The late H.L. Mencken (an agnostic, ironically) said, “For every problem there is a solution that is simple, elegant, and wrong.” And I wonder if atheism’s elegant simplicity is really an elegant oversimplification – if its scientific (and often extremely reasonable) impulse to reduce and generalize reality to the result of a few fundamental laws glosses over how complicated reality actually is.
Did space-time begin with the Big Bang? If so, how? Why are the laws of Nature what they are? Why were the initial conditions of our universe what they were? Can physical reality explain its own existence? What about morality? Does it exist? If it exists, can it be “reduced” in the same way that all other phenomena have been reduced? (Wouldn’t the world be simpler if it just didn’t really exist?) What about minds? Are brains and minds the same thing? If they are, why can I see your “brain” but not your “mind”? If they are not, how can minds be explained solely by physical phenomena? Do we truly believe that every facet of the human experience – every oddity, every relationship, every composition – can be explained solely by the fact that humans evolved from lower apes? Does nothing transcend our mammalian minds?

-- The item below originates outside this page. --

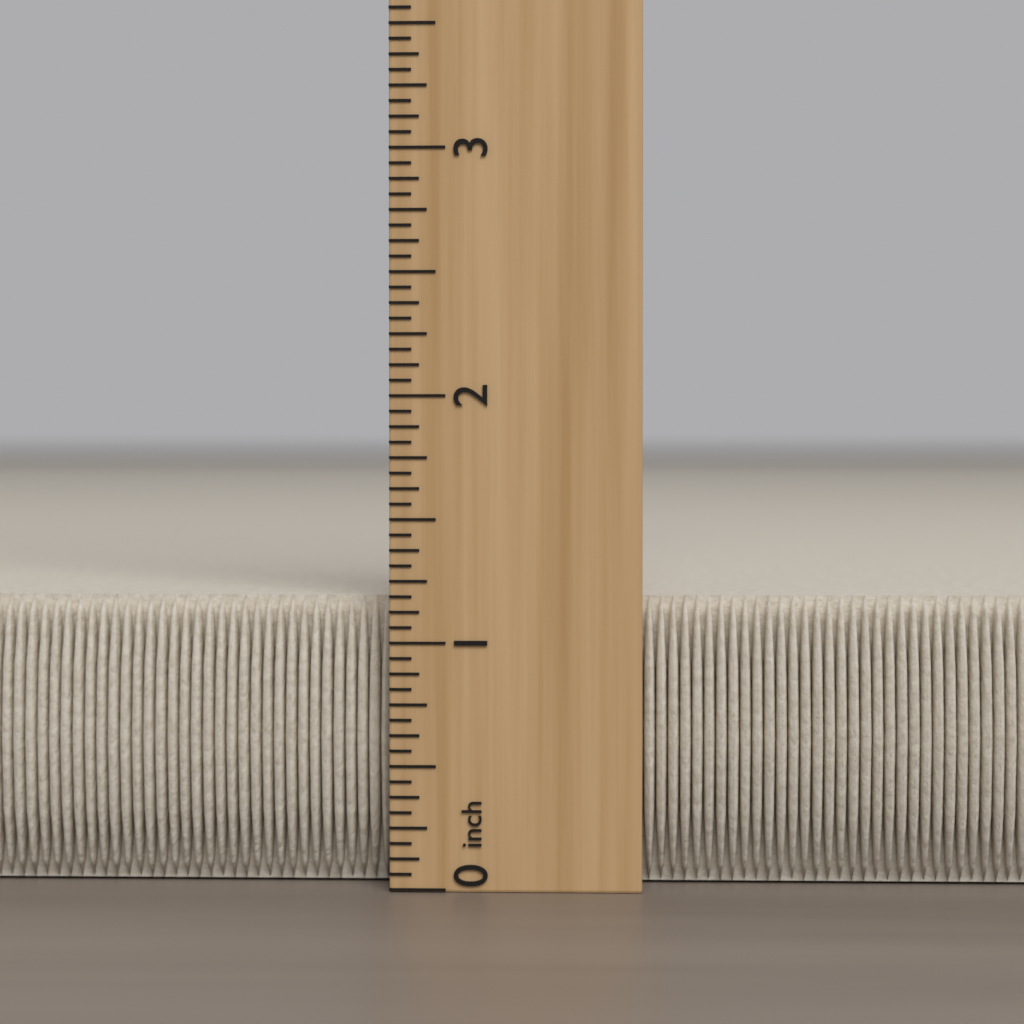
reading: 1.1875 inch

I do not mean to say that only theists have offered substantive answers to these questions. But the impression I often get is that many non-religious people have not even considered these questions, as though the march of Science were inexorable and plenary. Such a belief, of course, is not elegantly simply but simplistic; it ignores a number of philosophical questions that truly cannot be reduced to answers drawn from the scientific method.
The truth is that the world is not so simple. If there is room in our understanding of reality for emergent minds and multiverses, there is room for angels and demons. And if there was ever a time during which the universe behaved according to different rules than those it follows now – can the universe possibly have followed the same “laws” during the Big Bang that it follows today? – then there may yet be a need for the God hypothesis.